The crew of the US Coast Guard Cutter Healy, in the midst of their ICESCAPE mission

Scientists have made a biological discovery in Arctic Ocean waters as dramatic and unexpected as finding a rainforest in the middle of a desert. They have found a phytoplankton or algal bloom beneath ice in the Arctic.   The crew of the US Coast Guard Cutter Healy, in the midst of their ICESCAPE mission. Credit: NASA’s Goddard Space Flight Center.

A NASA-sponsored expedition punched through three-foot thick sea ice to find waters richer in microscopic marine plants, essential to all sea life, than any other ocean region on Earth.

U.S. Coast Guard Cutter Healy

ICESCAPE measurements in a melt pond, with the U.S. Coast Guard Cutter HealyICESCAPE scientist Karen Frey taking optical measurements in a melt pond, with the U.S. Coast Guard Cutter Healy on the background. (Credit NASA's Goddard Space Flight CenterKathryn Hansen)

The immense phytoplankton reveals a new consequence of the Arctic’s warming climate and provides an important clue to understanding the impacts of a changing climate and environment on the Arctic Ocean and its ecology. The discovery was made during a NASA oceanographic expedition in the summers of 2010 and 2011.

the Impacts of Climate change on the Eco-Systems and Chemistry of the Arctic Pacific Environment

In the summers of 2010 and 2011, the Impacts of Climate change on the Eco-Systems and Chemistry of the Arctic Pacific Environment (ICESCAPE) shipborne expedition explored the biology, ecology and biogeochemistry of Arctic water

The finding is the result of an oceanographic expedition called ICESCAPE, or Impacts of Climate on EcoSystems and Chemistry of the Arctic Pacific Environment. The finding reveals a new consequence of the Arctic’s warming climate and provides an important clue to understanding the impacts of a changing climate and environment on the Arctic Ocean and its ecology. (Credit: NASA’s Goddard Space Flight Center)

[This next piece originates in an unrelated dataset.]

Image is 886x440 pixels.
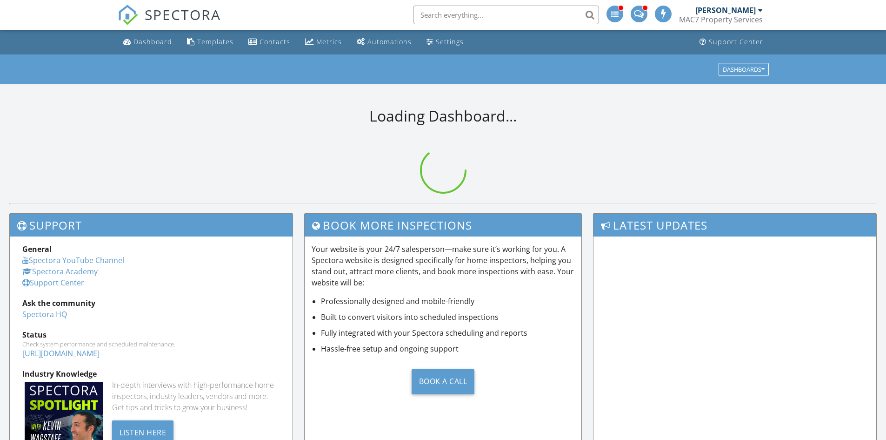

ICESCAPE, is a NASA-sponsored mission to explore the effects of climate change in the seas along Alaska’s western and northern coasts. During a news conference on Thursday, June 7, 2012, 2 p.m. EDT, ICESCAPE researchers and an external commenter will discuss an unprecedented biological discovery in Arctic Ocean waters during the summer of 2011.

Massive Algal Bloom Under Arctic Ice, explanation

When light reaches the nutrient-rich waters under the Arctic ice cap, it creates the perfect environment for phytoplankton to bloom. (Credit Don PerovichU.S. Army Cold Regions and Engineering Laboratory)

“Part of NASA’s mission is pioneering scientific discovery, and this is like finding the Amazon rainforest in the middle of the Mojave Desert,” said Paula Bontempi, NASA’s ocean biology and biogeochemistry program manager in Washington. “We embarked on ICESCAPE to validate our satellite ocean-observing data in an area of the Earth that is very difficult to get to,” Bontempi said. “We wound up making a discovery that hopefully will help researchers and resource managers better understand the Arctic.”